1. Meet Berta Ruck. You won’t regret it. It’s 1970, she’s 92, and she’s talking about being a young woman in Victorian Britain. (By this point, she’s a prolific romantic novelist, having published more than 90 books.) From 1:35:
2. I went to hear the psychoanalyst Adam Phillips talk about, among other things, giving up, which is the subject of his latest book. (Extracts from On Giving Up in The Guardian here and LRB here.
Some of the many interesting things he said:
The child with a depressed mother becomes compliant, because in meeting the mother’s needs, the child hopes that they might create the mother they need
Compliance destroys spontaneous creativity. Consideration also destroys spontaneous creativity. Spontaneous creativity is aliveness, and for Winnicott, aliveness is all
Giving up should be taught in schools as something children might do. If you grow up in a scenario that values persistence, ‘seeing things through’, finishing things rather than abandoning them, then you may become stuck with things, you are not free to revise
Giving up has to be justified (in today’s society) in a way that completion does not
Winnicott on how disease is easier to bear than health - aliveness is prolific, whereas disease narrows one’s mind.
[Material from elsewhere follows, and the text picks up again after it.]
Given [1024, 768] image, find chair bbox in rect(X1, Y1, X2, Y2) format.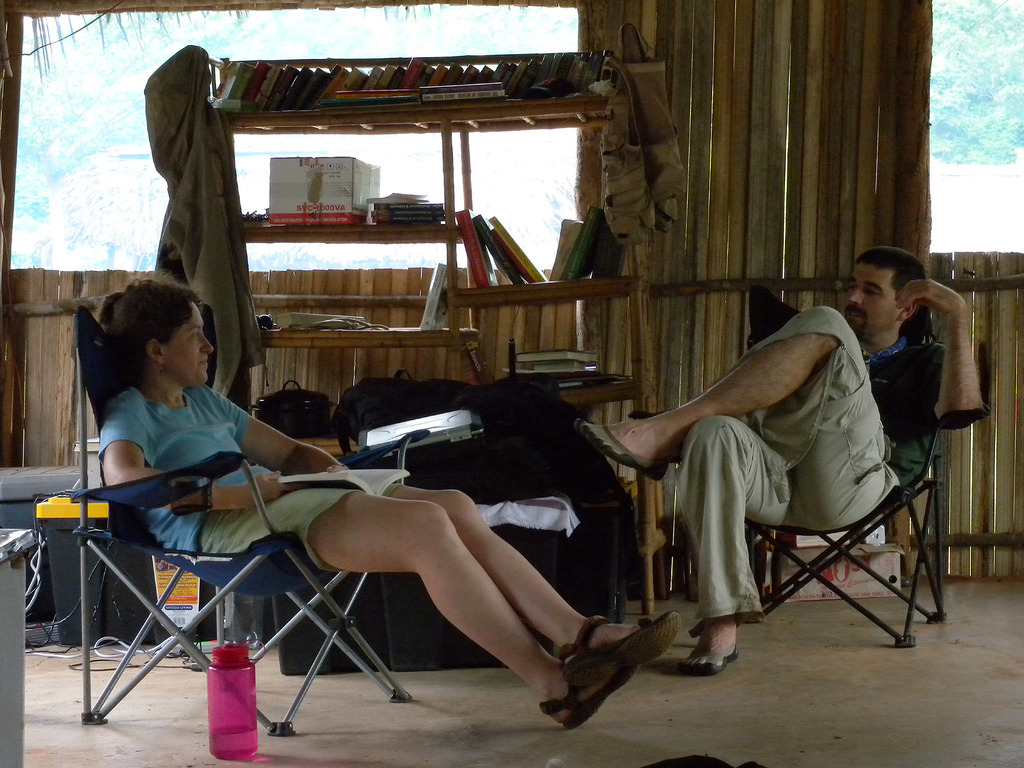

And narrowing attention, psychoanalysis believes, is not a good thing. (Fascism is a narrowing of attention, for example)
Brutality is a casualness or carelessness about loss
Psychoanalysis is a curiosity profession not a helping profession – it gets people to be interested in what they’re suffering from. (Don’t worry, Bion told one of his seminars, I’m not here to help you)
The analyst cares for someone rather than sets out to cure them, and then sees what they become in the analyst’s care
People should do an analysis to figure out what they want, then become an American pragmatist and go out and get it
Winnicott’s false self and true self: the true self may not necessarily be a helpful concept, as it can suck people into the tyranny of authenticity, but the false self is the compliant self, the part that forfeits what one wants to meet another’s wants instead
I like the Jonathan Lear quote in the first chapter of On Giving Up: ‘A courageous person has a proper orientation towards what is shameful and what is fearful.’
3. This brilliant Financial Times column by Simon Kuyper about writing being a collaborative act:
People have long understood that most acts of creation are collaborative: pop music, sport, films, inventing the atomic bomb. Only for books, especially fiction, does the presumption of the lone genius hang on. That might have surprised Shakespeare, who co-wrote some of his plays and adapted many from other writers’ work. But at some point, literature grew snooty about collaboration.
With reference to Orwell, Elena Ferrante, Lennon/McCartney and more.
(My dear MFA friends, we have a free subscription to the FT through the university library.)
4. The Nether World by George Gissing
I had not read Gissing before. He is brilliant! The Nether World is about the slums of Clerkenwell in the late Victorian period. The characters are perfect novelistic characters, in being both immediately and intimately known by the reader, as someone we have met in our own lives, but also entirely individual. Sidney Kirkwood, Clara Hewett and Jane Snowdon deserve to be better known. Michael Snowdon is a brilliant exemplar of the perversity of idealising poverty.
5. I also read my first Sherlock Holmes! It was so good. And so funny.
I enjoyed it a lot more than I expected to, as I have never really read detective fiction, apart from a clutch of Agatha Christie stories in my teens.
A snapshot of the Holmes/ Watson repartee - the opening of The Valley of Fear:
Holmes is the second-most adapted character in English literature, apparently, after Dracula.
6. This brilliant, short paper by Jasna Russo on psychiatrization, assertions of epistemic justice, and the question of agency:
The biomedical framing of human crises and the practice of psychiatric diagnosing are hardly ever considered as a foundation of othering, or as principal enablers of epistemic (and other) injustice.
(Epistemic justice is a concept from the philosopher Miranda Fricker to describe when somebody is wronged in their capacity as a knower. For how cognitive behavioural therapy (CBT) perpetrates this, read the philosopher Sahanika Ratyanake’s work on it, well summarised in Psychology Today.)
Fricker further differentiates epistemic injustice into:
Testimonial injustice: ‘when prejudice causes a hearer to give a deflated level of credibility to a speaker's word’
And hermeneutical injustice: ‘when a gap in collective interpretive resources puts someone at an unfair disadvantage when it comes to making sense of their social experiences’
In the context of mental health services, Russo continues:
The division between a hard-to-comprehend them who need skilled and knowledgeable us to put forward their epistemic claims is enshrined in the work of various experts. The fundamental contradiction between the declared aims of such undertakings and their ethics and methodologies is rarely at issue, including for those whose marginalized ways of knowing are at stake.
Related to this, I am seeing more articles in mainstream publications raising awareness of the unintended consequences of psychiatric diagnosis. This in The Times yesterday, for example, about a recent paper co-authored by the director of UCL Institute of Mental Health on the rise of people self-diagnosing.
7. The Romanian philosopher Emil Cioran:
To suffer is the great modality of taking the world seriously.